Agile technology also allows brands to collect, process and analyse data in a responsible, safe, and real-time way, so customers can trust that their data is secure, while brands gather crucial insight on customer behaviour and preferences immediately. This is the perfect recipe to create memorable experiences for customers and can be the difference between success or failure.
But technology isn’t the be all and end all. Brands also need to think creatively, be empathetic and be human to offer customers meaningful and personal engagement. Investment in the teams that are behind the technology is crucial. They need to be multi-disciplinary teams that have a 360 view of the customer, the product and the business, so they always know how to make the most of the data they receive from customer interactions and feedback.
Keeping up with the Customer
If there’s one thing brands should have learnt during the pandemic, it’s that maintaining strong relationships with their current customers should always be their priority.
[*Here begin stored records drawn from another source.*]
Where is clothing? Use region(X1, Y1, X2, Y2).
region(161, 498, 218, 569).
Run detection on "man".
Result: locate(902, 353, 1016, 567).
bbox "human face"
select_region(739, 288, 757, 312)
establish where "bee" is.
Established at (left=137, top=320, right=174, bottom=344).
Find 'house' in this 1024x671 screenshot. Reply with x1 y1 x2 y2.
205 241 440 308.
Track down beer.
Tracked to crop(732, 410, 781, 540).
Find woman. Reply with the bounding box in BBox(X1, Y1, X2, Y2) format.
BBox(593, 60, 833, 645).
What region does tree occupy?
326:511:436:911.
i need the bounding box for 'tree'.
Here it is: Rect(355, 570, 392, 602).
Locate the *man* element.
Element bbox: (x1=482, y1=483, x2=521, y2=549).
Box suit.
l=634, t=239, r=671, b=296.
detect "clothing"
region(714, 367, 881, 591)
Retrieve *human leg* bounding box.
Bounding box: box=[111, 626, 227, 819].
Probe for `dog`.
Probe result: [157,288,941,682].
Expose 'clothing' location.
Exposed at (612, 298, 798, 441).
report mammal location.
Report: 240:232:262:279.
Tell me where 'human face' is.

In times where brands are tightening purse strings, focusing on customer retention rather than acquisition will result in better returns.
The best way to build loyalty is by being in touch with customers’ needs and feelings. Ensuring messages are human, on point, and offer exactly what they’re after. Whether that’s special services, inside track information or discounts, brands can make their current customers feel cared for.
The world may never return to the way it was before the pandemic, but that doesn’t have to be bad news for customer engagement. Brands can use this time as an opportunity to future-proof by investing in the tech that will allow them to always meet changing consumer expectations and behaviour. Having the tech and teams in place to adjust quickly to change while always offering real-time, personalised communications at the right moment and on the right channel is what will set apart successful brands from the rest – in a crisis and beyond.